WHAT TO PRODUCE.
Where in the records does the word "order" appear? Copy each line that holds it.

EXERCISE INPUTS.
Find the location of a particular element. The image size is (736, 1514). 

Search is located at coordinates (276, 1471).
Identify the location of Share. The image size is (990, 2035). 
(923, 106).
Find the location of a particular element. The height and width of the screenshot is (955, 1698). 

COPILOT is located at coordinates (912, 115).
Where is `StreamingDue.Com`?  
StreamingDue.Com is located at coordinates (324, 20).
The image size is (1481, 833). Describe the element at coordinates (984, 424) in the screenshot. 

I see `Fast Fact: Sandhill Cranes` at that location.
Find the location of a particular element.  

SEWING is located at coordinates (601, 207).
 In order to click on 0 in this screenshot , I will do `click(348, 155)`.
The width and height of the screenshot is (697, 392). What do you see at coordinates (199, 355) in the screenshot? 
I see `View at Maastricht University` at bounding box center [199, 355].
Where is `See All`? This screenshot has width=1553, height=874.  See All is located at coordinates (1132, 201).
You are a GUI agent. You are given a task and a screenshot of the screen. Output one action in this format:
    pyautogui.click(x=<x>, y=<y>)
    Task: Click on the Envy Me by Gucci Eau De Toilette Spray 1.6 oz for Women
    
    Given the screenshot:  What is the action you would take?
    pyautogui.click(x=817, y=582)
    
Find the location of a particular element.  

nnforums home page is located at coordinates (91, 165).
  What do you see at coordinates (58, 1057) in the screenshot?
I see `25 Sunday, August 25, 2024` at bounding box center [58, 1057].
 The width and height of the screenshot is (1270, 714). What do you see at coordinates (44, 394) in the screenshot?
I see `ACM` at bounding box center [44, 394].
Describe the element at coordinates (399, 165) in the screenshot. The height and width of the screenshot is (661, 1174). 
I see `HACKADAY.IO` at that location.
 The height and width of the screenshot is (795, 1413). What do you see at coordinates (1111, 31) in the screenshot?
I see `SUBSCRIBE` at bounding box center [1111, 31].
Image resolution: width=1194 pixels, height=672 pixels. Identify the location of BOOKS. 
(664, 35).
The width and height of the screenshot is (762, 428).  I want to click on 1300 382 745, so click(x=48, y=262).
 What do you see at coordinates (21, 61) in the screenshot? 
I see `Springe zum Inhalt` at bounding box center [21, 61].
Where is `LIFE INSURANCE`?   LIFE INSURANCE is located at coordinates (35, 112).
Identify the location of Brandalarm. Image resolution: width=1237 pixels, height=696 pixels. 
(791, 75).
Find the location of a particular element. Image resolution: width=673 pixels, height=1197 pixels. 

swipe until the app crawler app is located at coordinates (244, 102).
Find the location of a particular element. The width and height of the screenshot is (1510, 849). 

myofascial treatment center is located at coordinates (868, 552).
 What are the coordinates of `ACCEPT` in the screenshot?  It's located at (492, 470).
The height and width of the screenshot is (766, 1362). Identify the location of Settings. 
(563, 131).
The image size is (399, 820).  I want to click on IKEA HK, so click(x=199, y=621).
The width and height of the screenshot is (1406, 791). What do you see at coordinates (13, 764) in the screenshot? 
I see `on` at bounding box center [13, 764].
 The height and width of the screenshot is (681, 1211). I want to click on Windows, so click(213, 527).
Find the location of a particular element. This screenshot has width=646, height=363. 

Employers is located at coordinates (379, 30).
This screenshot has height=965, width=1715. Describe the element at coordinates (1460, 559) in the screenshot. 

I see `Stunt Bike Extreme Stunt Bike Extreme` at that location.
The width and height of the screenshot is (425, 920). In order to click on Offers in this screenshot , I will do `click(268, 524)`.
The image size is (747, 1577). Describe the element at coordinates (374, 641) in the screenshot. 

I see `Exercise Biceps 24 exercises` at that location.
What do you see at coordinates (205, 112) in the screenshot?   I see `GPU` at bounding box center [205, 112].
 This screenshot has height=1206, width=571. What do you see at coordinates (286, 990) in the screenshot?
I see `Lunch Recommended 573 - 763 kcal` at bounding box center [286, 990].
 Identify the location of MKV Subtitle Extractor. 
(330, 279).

TASK RESULT.
 In order to click on 0 in this screenshot , I will do `click(348, 155)`.
The width and height of the screenshot is (425, 920). In order to click on Offers in this screenshot , I will do `click(268, 524)`.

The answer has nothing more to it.